August 28, 2008   

Trinity Sunday

Today on Trinity Sunday, we celebrate God as Trinity.  This is often seen as a “difficult” doctrine.  Clergy often avoid preaching about it and many congregations prefer that. This is unfortunate as the Trinity isn’t simply a difficult, abstract concept.The perfect “relatedness” within the Trinity is a model for God’s relationship to us and our relationship with each other.

However, as we try to unravel the meaning of the Trinity, we should take note of an important insight from the early theologian Origen.  He wrote that God accommodates the way he reveals himself to take account of our human limitations.  God is “like a schoolmaster talking a ‘little language’ to his children.”  The Reformation theologian Calvin called this process accommodation.

The earliest theological debates were about how Jesus Christ could be both a human being and also God.  The status of the Holy Spirit, and, so, the relationship of the Trinity of Father, Son and Holy Spirit, became an issue later.

The theological problem was how to retain a belief that there is one God but also Three Persons.To non-Christians, especially Muslims, it can look as though Christians believe in three Gods, i.e. that they are tritheists. Or, it can seem that Christians are only talking about the “appearance” of Three Persons. A workable Trinitarian theology has to avoid apparently believing in Three Gods or believing that God only appears to be Three Persons.

Two distinct approaches developed in Western and Eastern Christianity.  Eastern theologians emphasized the distinctness of the three Persons but safeguarded their unity by stressing that they both came (derived) from the Father. The Western approach, exemplified by St. Augustine, begins from an assumption of unity, especially in the work of revelation and redemption, and describes the relations of the three persons in terms of mutual fellowship, almost treating the Holy Spirit as a kind of glue of “love” linking the three.

The basic Eastern approach can make the three Persons seem too distinct.  To compensate for this, two additional concepts arose: perichoresis and appropriation.

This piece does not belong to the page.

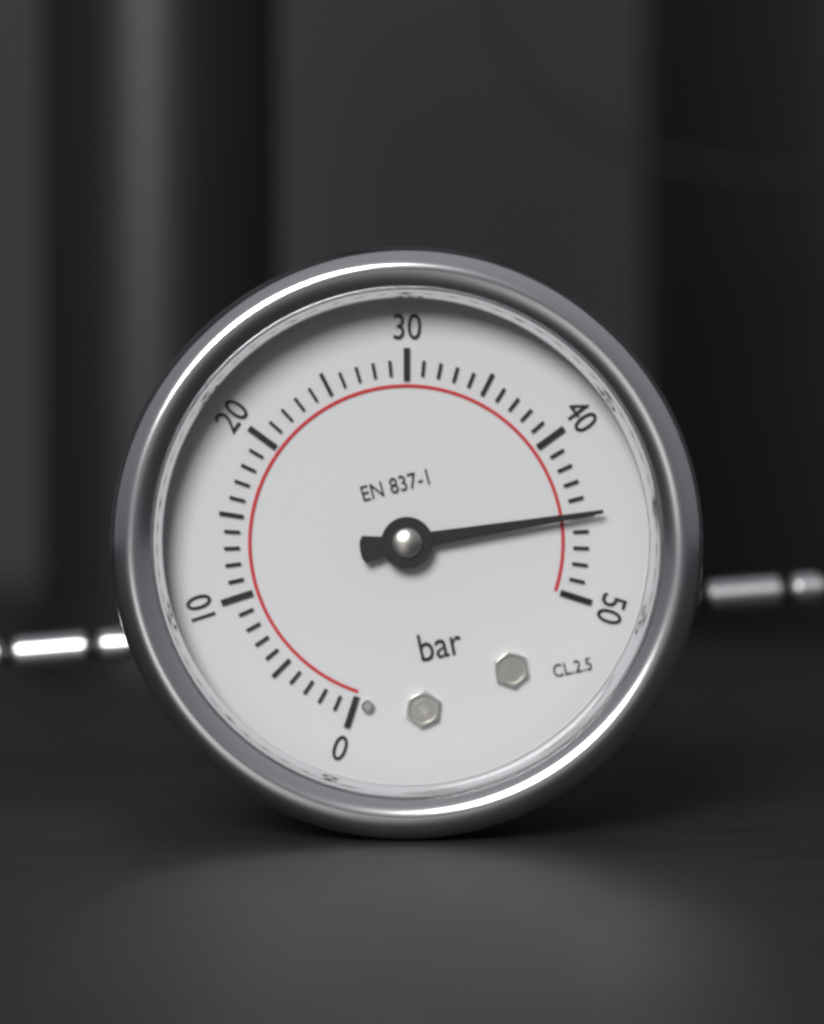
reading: 45 bar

Perichoresis (dancing around each other) describes the way in which each Person, although distinct, shares in the activity of the other.  Therefore, the Son was at the Creation, (see John’s Prologue to understand this better: “In the beginning was the Word..”), as was the Holy Spirit (as ‘the breath of God” breathing life into Creation).  Similarly, the Father was present on the Cross.  This insight is reflected in representations of the Trinity in art, like that on the front of this month’s parish magazine, which has Christ on the Cross seated on the lap of God the Father with the Holy Spirit descending upon them both.

Appropriation means that, when referring to parts of the story of salvation, it may be more appropriate” to speak first of one Person before the others:  therefore, Creation is “appropriate” to the Father; the work of salvation to the Son; and the sustaining of the Church to the Holy Spirit.

Later theologians have repeated and developed these concepts.  An important recent insight comes from Karl Rahner.  Reflecting the idea of accommodation, he argues that what God has allowed us to experience as human beings points towards the inner reality of God.